<<<<
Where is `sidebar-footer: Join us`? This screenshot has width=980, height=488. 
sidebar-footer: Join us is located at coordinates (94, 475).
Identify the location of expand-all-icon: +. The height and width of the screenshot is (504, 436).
>>>>
<<<<
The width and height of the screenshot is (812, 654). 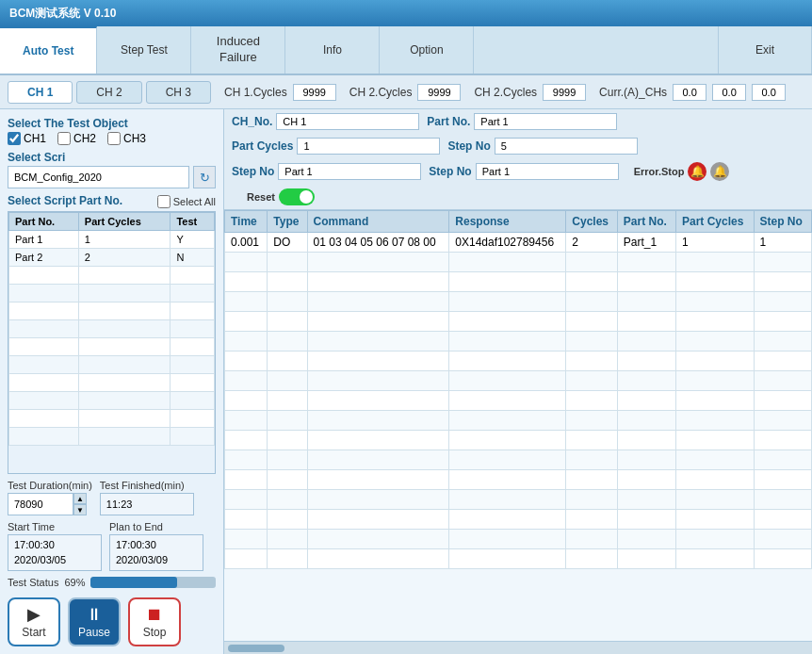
>>>>
<<<<
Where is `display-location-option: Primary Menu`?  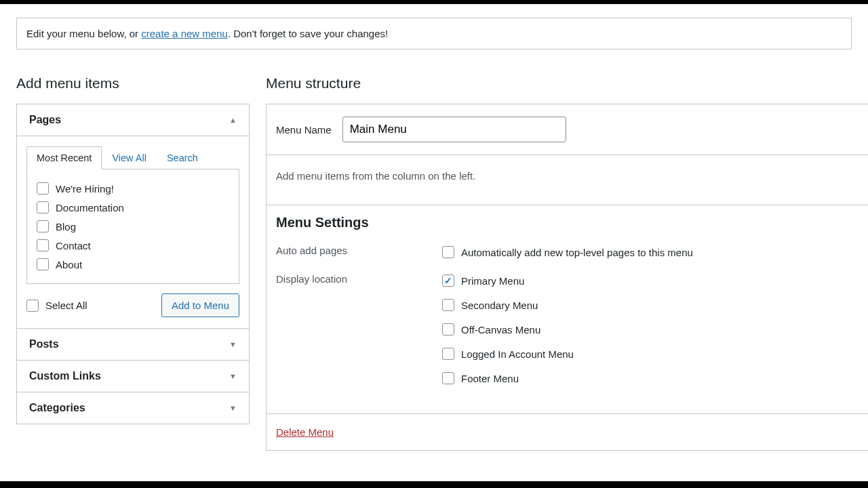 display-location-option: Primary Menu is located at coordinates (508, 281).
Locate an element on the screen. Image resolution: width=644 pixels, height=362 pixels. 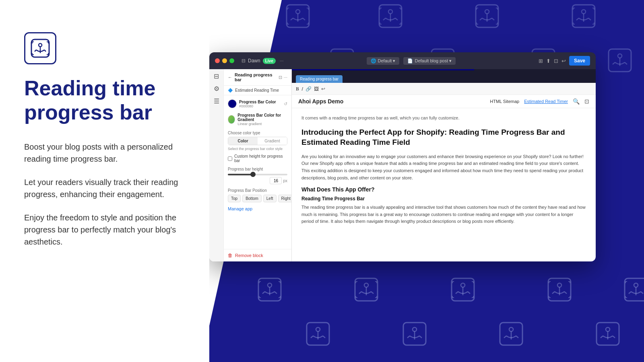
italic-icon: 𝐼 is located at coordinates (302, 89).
>>>>
### ASSIGNMENT
Would you please repeat exactly the lines above, starting at the line with "has width=980, height=488." and stopping at the line with "Identify the location", both included?

### COMPLETED EXERCISE
Where is `sidebar-footer: Join us`? This screenshot has width=980, height=488. 
sidebar-footer: Join us is located at coordinates (94, 475).
Identify the location of expand-all-icon: +. The height and width of the screenshot is (504, 436).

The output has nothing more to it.